I half-expected Peter to run madly up the stairs, but instead he grinned and shook his head. “Cecily?”
“No,” E explained, as he’d explained to me weeks ago. “Two
C
s, elly.”
“I see,” Peter said. “Because he’s a llama, right, so he has two
L
s…”
E beamed up at him. “Yes, so he needs two
C
s.” And added in a professorial tone, “Llamas have two
L
s because all talking llamas stutter.”
“Oh?” Peter asked. I couldn’t tell if the look on his face was amusement or fear.
“Yeah. That’s why all their names have two comeuppances in the beginning.”
“Comeuppances?” Ben said.
“Consonants,” I translated.
They held the door open while I came in, leading the imaginary llama. The problem with E’s imagination is that it’s contagious. I could almost feel the weight of the imaginary lead and hear the tiny llama hooves on the floor, all the while Ccelly looked at me with his superior llama sneer.
E closed the door behind us and dusted his hands. “There. He’s only scared of stairs.” He had the grace to look down at the gleaming waxed antique floor. “And you don’t need to be afraid he’ll hurt the floors. I got him little llama tennis shoes, because ’chelle gets upset if he leaves hoof marks on the carpet.”
The sound of hooves changed to the footfalls of a well-behaved, impeccably shod llama, and I wondered what Michelle had really gotten upset at.
Ben was explaining Michelle and All-ex as we were led down a pale-blue hallway to a very comfortable-looking sitting room, done up in sofas covered in what looked not so much like pastels, but faded jewel tones. Bookcases entirely surrounded the walls, all of them loaded down with books, but without any seeming order. There were leather-bound books right next to garish paperbacks.
“I’ll go see where Collin got to,” Peter said.
Ben started looking around at the bookcases, and E sat on the chair, petting Ccelly, who, presumably, liked the room and wasn’t causing any trouble.
“Did you tell him?” I asked.
“Yeah,” Ben said.
At that moment, Peter and Collin came back in,
bearing a tray with tea things and a plate of cookies. Before I had time to think, I was sitting on the sofa with a cup of tea and a cookie. E had a glass of milk and a cookie in each hand.
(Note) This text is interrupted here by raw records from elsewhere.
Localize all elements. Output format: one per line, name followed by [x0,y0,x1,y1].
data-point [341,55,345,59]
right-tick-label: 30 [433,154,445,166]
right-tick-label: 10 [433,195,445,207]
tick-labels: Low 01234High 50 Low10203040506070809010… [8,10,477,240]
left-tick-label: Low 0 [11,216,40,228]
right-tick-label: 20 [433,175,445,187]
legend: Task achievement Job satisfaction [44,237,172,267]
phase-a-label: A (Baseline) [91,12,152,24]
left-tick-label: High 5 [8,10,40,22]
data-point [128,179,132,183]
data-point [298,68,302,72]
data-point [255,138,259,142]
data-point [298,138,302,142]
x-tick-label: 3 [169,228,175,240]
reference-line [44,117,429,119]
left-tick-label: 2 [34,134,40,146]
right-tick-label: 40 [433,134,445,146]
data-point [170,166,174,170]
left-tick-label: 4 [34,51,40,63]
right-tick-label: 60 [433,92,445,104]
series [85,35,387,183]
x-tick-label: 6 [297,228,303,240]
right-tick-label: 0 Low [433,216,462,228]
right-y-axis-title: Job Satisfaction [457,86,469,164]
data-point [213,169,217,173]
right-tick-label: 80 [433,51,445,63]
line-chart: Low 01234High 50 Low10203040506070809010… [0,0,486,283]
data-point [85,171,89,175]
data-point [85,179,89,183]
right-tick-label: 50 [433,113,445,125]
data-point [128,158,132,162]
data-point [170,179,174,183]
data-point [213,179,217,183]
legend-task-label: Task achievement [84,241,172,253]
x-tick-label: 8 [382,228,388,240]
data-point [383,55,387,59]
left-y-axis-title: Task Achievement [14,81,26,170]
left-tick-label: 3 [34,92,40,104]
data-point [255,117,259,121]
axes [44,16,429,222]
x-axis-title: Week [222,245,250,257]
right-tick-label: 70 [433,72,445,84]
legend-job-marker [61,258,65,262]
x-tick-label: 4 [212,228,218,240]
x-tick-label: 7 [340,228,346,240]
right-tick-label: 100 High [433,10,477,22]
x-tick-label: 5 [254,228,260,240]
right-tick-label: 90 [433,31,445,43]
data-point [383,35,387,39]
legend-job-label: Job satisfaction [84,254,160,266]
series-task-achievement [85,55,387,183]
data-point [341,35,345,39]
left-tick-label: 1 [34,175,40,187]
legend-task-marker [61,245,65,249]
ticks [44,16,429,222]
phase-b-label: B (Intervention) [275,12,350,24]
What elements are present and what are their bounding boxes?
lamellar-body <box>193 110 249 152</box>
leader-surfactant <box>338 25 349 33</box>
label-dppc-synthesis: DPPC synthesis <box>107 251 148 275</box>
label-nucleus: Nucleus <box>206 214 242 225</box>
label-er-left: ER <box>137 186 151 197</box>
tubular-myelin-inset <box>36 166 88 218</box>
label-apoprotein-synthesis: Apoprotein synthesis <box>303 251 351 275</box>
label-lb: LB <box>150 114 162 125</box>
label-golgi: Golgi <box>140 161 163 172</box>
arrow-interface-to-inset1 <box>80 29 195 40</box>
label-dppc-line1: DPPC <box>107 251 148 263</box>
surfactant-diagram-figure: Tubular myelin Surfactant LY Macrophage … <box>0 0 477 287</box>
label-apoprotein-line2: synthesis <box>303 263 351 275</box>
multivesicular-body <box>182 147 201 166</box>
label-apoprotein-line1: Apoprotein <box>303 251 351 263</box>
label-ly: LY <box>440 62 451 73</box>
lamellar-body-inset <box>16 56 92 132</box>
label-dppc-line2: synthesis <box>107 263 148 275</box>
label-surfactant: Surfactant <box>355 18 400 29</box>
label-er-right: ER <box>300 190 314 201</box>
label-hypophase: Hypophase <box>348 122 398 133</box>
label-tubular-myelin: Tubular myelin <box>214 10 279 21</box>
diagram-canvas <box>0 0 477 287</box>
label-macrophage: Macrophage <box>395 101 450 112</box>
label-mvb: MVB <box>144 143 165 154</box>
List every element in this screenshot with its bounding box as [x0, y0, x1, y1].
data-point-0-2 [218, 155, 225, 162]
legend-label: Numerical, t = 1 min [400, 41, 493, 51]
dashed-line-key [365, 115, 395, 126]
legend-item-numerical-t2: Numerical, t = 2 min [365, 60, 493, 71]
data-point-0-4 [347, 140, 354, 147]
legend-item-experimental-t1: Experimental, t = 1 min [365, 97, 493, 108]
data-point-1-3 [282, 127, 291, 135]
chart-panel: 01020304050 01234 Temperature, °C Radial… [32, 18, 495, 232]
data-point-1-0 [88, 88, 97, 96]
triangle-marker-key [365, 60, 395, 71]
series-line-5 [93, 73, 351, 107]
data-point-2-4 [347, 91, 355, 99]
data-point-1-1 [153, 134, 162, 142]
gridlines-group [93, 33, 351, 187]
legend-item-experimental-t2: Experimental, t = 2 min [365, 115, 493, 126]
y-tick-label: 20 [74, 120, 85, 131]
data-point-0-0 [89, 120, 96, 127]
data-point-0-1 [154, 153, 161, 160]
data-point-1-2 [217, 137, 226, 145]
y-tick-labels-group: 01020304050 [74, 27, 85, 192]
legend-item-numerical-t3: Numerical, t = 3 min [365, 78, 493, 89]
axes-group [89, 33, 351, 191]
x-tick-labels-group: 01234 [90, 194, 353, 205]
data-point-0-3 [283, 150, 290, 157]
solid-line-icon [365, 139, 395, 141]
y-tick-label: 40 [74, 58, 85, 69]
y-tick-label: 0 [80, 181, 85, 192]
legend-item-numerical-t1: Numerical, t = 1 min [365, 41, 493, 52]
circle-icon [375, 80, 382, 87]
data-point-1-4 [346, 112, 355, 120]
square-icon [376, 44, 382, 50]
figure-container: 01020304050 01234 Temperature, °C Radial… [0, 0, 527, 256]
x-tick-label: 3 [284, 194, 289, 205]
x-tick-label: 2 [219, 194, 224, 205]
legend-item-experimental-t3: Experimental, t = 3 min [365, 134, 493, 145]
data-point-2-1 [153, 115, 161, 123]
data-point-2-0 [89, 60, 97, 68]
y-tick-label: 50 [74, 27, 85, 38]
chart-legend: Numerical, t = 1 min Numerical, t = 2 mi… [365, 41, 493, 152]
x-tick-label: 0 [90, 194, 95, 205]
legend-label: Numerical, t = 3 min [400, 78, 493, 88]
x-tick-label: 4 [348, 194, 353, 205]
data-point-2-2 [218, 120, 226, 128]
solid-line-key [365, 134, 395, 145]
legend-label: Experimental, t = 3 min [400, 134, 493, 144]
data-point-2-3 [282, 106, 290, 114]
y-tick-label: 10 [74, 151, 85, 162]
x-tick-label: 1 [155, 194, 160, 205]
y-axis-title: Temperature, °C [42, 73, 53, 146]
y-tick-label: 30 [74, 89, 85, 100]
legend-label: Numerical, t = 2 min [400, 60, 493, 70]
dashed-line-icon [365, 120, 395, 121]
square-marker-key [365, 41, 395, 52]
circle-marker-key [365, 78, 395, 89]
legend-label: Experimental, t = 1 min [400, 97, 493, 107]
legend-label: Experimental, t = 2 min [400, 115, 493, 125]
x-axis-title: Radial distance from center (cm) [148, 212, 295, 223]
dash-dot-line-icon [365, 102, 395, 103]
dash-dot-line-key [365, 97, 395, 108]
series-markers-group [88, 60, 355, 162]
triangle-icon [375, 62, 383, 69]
When he tried to give Ccelly a cookie, Collin intervened and gave him an invisible-llama cookie.
When I’d first met Collin, I’d thought that Peter had been robbing the cradle, because Collin looked maybe twenty or twenty-one. Turned out he was my and Ben’s age and a lecturer of classics at the euphoniously named CUG—a slight play on its real name, University of Colorado at Goldport.
“So,” Peter said, sitting down across from me on one of the sofas, which were surprisingly comfortable for things that looked so prim. “Ben said you wanted to know more about Maria, next door.”
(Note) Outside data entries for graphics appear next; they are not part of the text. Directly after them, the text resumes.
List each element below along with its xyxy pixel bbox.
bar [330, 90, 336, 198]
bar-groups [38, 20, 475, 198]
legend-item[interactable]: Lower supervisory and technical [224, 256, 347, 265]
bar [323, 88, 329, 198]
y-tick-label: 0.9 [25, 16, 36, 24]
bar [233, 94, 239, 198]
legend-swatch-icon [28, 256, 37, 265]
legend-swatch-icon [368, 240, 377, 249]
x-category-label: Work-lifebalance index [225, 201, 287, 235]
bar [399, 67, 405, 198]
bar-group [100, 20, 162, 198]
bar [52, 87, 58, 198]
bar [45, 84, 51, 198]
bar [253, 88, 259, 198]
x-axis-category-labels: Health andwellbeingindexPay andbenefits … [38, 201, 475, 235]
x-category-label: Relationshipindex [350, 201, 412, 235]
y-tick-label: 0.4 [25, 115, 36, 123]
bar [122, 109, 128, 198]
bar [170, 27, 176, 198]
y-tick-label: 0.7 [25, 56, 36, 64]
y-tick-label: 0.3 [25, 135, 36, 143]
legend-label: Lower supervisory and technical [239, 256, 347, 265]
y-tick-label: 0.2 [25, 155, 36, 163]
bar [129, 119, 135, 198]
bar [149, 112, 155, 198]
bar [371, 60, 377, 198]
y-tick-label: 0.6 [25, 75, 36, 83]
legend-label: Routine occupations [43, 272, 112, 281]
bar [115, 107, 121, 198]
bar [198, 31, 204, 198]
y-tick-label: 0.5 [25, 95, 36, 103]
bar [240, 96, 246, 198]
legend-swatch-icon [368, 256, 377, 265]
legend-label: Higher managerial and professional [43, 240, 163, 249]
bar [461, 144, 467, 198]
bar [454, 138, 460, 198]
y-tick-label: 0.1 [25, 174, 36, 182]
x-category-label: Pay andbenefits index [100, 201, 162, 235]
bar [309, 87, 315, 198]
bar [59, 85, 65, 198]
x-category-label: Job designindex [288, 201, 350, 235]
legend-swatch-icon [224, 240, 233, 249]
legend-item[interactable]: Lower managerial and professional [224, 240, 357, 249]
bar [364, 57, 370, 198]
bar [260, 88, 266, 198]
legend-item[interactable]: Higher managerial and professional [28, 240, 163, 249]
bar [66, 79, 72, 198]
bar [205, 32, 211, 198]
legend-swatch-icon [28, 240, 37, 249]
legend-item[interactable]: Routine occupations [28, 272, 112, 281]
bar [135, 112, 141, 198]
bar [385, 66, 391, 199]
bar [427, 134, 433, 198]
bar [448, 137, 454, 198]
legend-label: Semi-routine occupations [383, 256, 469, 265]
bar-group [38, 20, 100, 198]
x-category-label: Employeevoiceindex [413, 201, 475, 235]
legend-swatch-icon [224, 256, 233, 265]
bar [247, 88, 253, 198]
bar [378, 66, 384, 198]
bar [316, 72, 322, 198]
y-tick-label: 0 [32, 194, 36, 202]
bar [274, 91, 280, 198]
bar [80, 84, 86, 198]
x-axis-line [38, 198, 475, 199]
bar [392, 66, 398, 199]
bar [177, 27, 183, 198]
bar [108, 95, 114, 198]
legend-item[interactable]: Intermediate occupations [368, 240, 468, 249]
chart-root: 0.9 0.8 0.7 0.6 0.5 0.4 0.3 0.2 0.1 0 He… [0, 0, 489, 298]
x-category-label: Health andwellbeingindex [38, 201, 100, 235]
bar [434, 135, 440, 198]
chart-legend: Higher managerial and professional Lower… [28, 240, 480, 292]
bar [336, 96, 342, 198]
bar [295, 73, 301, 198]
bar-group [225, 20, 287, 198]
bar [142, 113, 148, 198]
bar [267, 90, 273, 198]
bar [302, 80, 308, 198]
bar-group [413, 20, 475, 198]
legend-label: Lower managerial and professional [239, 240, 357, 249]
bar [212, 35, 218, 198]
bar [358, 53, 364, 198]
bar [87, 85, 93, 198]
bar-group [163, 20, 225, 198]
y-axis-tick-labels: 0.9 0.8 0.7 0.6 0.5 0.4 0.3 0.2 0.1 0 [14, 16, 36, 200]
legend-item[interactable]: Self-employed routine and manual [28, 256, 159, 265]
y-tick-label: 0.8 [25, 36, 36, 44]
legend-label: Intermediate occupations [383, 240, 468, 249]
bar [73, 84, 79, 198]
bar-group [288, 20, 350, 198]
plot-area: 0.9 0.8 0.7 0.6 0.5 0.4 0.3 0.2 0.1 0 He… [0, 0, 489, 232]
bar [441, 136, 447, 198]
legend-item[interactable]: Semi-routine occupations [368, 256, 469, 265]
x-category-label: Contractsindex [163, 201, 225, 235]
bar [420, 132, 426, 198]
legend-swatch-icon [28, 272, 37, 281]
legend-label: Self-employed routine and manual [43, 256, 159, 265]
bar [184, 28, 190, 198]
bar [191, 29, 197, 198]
I explained about the table and the stains and how it had been bothering me even before I heard that someone had disappeared who had the same last name. “She was Jason Ashton’s wife, wasn’t she?” I asked.
Peter nodded. He looked circumspect, as though he’d tell me some things, but not all, and would very much like to know why I felt a need to ask.
“It’s like this,” I said. “The table was a good price, and it looks great, but I’m afraid that if I fix it and sell it, I’ll be cooperating in destroying evidence of a crime.”
Peter looked grave. “They seem like a very nice couple,” he said. “Really. I mean, if you’re going to ask us if we heard terrible arguments, or someone crying for help…”
“No…I just…” I shrugged and bit into my cookie. “I’m sorry. I probably shouldn’t have disturbed you. I was going to ring the doorbell next door, but Ben thought…”
Ben sighed. “Peter, we’re not going to repeat any gossip anywhere, and Dyce is not going to go running to the police. If it helps, she’s experienced enough with refinishing that if she thinks something sounds odd, it probably is.”
“It’s the fact that no one would disguise expensive wood as cheap,” I said.